The 24th Biennale of Sydney: Ten Thousand Suns by Hilary Thurlow
Hilary Thurlow
Although this year’s Biennale of Sydney, Ten Thousand Suns, promised an antidote to all the world’s cataclysms through joy, celebration, and queer coming-together, they were thrown in our faces instead. The perils of war (UNSW Galleries), time-warped apocalyptic premonitions (MCA), unhealing wounds of colonial power, and forced migration (CCWM), and again colonial oppression (Artspace) go on and on. The promises of lively Carnivale were held static in time, unmoving and fixed to mannequins in AGNSW. Is it regalia rallying against all evils, or is it necessary to camouflage to hide from all evils? The new locale, White Bay Power Station, was marginally more optimistic but still steeped in melancholy.
The Biennale of Sydney’s past few iterations have been a fertile breeding ground for young generations of artists (think Aziz Hazara in NIRIN, 2020). But I can’t tell you who such artists may be in this iteration. I guess there was Wiradjuri artist Joel Sherwood-Spring at UNSW Galleries, whose ACMI commission Diggermode (2023) was minimised from an epic two-channel installation—which I’m sure Okwui Enwezor would have labelled as “biennale scale”—onto tiny screens. Think corner of a collection hang tiny. Or Tiwi Island collective Yangamini’s large presentation (also at UNSW) felt squished and minimised compared to the space given to artists at White Bay. Perhaps this biennale was the reprieve from the spectacle we’ve come to expect.
Alas, there was still spectacle, but it was just not for the artists. Coloured walls demarcated galleries in each institutional space. From memory, only Bonita Ely’s Interior Decoration (2013) at UNSW Galleries was left unscathed, housed in its own white cube. I don’t want to dismiss Brian O’Doherty’s qualms or indulge the white-walled vision born out of modernity, but these weren’t just any coloured walls. They were the coloured walls housed in the pages of Better Homes and Gardens magazines from the mid-2000s: mustards, deep reds, teals, royal purples. Not only were these coloured walls migraine-inducing but they also diminished otherwise strong works. For example, Simon Soon’s intricate wooden carvings looked more like home décor hung against a gold feature wall than weighty practice.
What about White Bay, I hear you say, where certain artworks were so big they erred on genetically modified, their scale necessary to fill the former Power Station’s void. While the venue was itself an architectural spectacle, within it the artworks were poorly paced. This ultimately denied those small moments of discovery we’ve come to expect from mega exhibitions. Think of those artists whose work you first spied in a biennale—unfamiliar upon first glance—but the practice stays with you long after the show ends. The curatorial choice to present a handful of artists’ work at multiple venues abetted this, too, often curtailing artists’ presentations’ political potency and rigour (Doreen Chapman, William Yang et al.).
It would be remiss of me not to note that this Biennale of Sydney was initially touted as the “gay” biennale—a space where shared celebration interlaced with community was supposed to remedy “it all.” With the likes of well-established collectives Dumb Type and VNS Matrix and elders such as William Yang and Juan Dávila, there was a definite queer bent, albeit no celebration or joy. Take Dumb Type’s video S/N (1994), which centred on the lack of media attention in the early decades of HIV/AIDS, for example. Then there is VNS Matrix’s 1990s unkept promise for a cyber-feminist future.
If this Biennale of Sydney is inflected with a queer method of exhibition-making, I fear it has inadvertently fallen into a Lee-Edelman-death-drive-induced polemic. We’re shown that there is no future here. The ten thousand suns have fizzled, and there is no antidote. Instead, we’re filled with a perpetual cruel optimism.
Hilary Thurlow is a PhD Candidate in Art History and Theory at Monash University.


*WHAT NEEDS TO BE DONE:* Only the number should be given: how many lines below contain "Outdoor".

*Dataset rows about figures:*

=== Section Start ===

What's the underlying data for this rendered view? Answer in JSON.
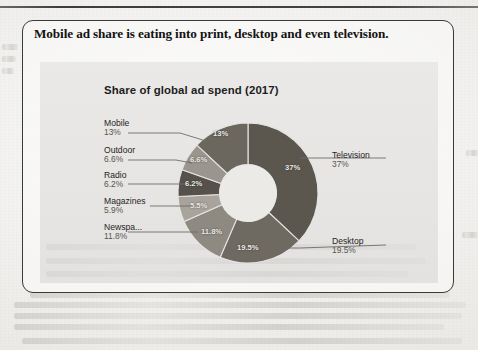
{
  "page": {
    "headline": "Mobile ad share is eating into print, desktop and even television.",
    "margin_ghost_text": "",
    "top_rule": "horizontal-rule"
  },
  "chart_data": {
    "type": "pie",
    "variant": "donut",
    "title": "Share of global ad spend (2017)",
    "xlabel": "",
    "ylabel": "",
    "units": "percent",
    "legend_position": "leader-lines",
    "grid": false,
    "categories": [
      "Television",
      "Desktop",
      "Newspapers",
      "Magazines",
      "Radio",
      "Outdoor",
      "Mobile"
    ],
    "values": [
      37,
      19.5,
      11.8,
      5.9,
      6.2,
      6.6,
      13
    ],
    "slices": [
      {
        "label": "Television",
        "label_display": "Television",
        "value": 37,
        "value_text": "37%",
        "slice_text": "37%",
        "color": "#5b574f"
      },
      {
        "label": "Desktop",
        "label_display": "Desktop",
        "value": 19.5,
        "value_text": "19.5%",
        "slice_text": "19.5%",
        "color": "#6e6a62"
      },
      {
        "label": "Newspapers",
        "label_display": "Newspa...",
        "value": 11.8,
        "value_text": "11.8%",
        "slice_text": "11.8%",
        "color": "#8e8a82"
      },
      {
        "label": "Magazines",
        "label_display": "Magazines",
        "value": 5.9,
        "value_text": "5.9%",
        "slice_text": "5.5%",
        "color": "#a8a49c"
      },
      {
        "label": "Radio",
        "label_display": "Radio",
        "value": 6.2,
        "value_text": "6.2%",
        "slice_text": "6.2%",
        "color": "#56524b"
      },
      {
        "label": "Outdoor",
        "label_display": "Outdoor",
        "value": 6.6,
        "value_text": "6.6%",
        "slice_text": "6.6%",
        "color": "#9a968e"
      },
      {
        "label": "Mobile",
        "label_display": "Mobile",
        "value": 13,
        "value_text": "13%",
        "slice_text": "13%",
        "color": "#6b675f"
      }
    ]
  },
  "colors": {
    "paper": "#f3f2f0",
    "panel": "#e6e5e3",
    "ink": "#131313",
    "border": "#3a3a3a",
    "hole": "#eceae7"
  }
}
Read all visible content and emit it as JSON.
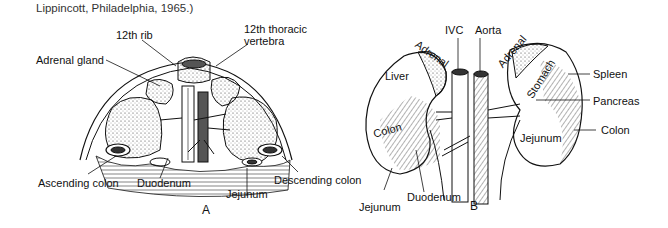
{
  "caption": "Lippincott, Philadelphia, 1965.)",
  "panel_a": {
    "letter": "A",
    "labels": {
      "rib": "12th rib",
      "vertebra_line1": "12th thoracic",
      "vertebra_line2": "vertebra",
      "adrenal": "Adrenal gland",
      "ascending_colon": "Ascending colon",
      "duodenum": "Duodenum",
      "jejunum": "Jejunum",
      "descending_colon": "Descending colon"
    }
  },
  "panel_b": {
    "letter": "B",
    "labels": {
      "ivc": "IVC",
      "aorta": "Aorta",
      "adrenal_left": "Adrenal",
      "adrenal_right": "Adrenal",
      "liver": "Liver",
      "stomach": "Stomach",
      "spleen": "Spleen",
      "pancreas": "Pancreas",
      "colon_left": "Colon",
      "colon_right": "Colon",
      "jejunum_right": "Jejunum",
      "duodenum": "Duodenum",
      "jejunum_bottom": "Jejunum"
    }
  }
}
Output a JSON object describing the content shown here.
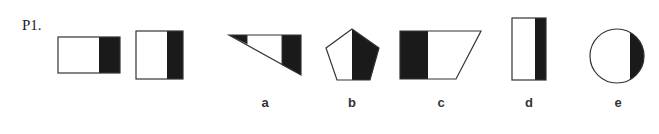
{
  "problem": {
    "label": "P1."
  },
  "colors": {
    "stroke": "#333333",
    "fill_dark": "#1a1a1a",
    "fill_light": "#ffffff"
  },
  "stimulus_figures": [
    {
      "name": "wide-rectangle-right-shaded",
      "shape": "rectangle"
    },
    {
      "name": "tall-rectangle-right-shaded",
      "shape": "rectangle"
    }
  ],
  "options": [
    {
      "label": "a",
      "shape": "right-triangle-two-shaded-ends"
    },
    {
      "label": "b",
      "shape": "pentagon-right-half-shaded"
    },
    {
      "label": "c",
      "shape": "trapezoid-left-shaded"
    },
    {
      "label": "d",
      "shape": "tall-rectangle-right-shaded"
    },
    {
      "label": "e",
      "shape": "circle-right-segment-shaded"
    }
  ]
}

=== Section End ===

*ANSWER:* 3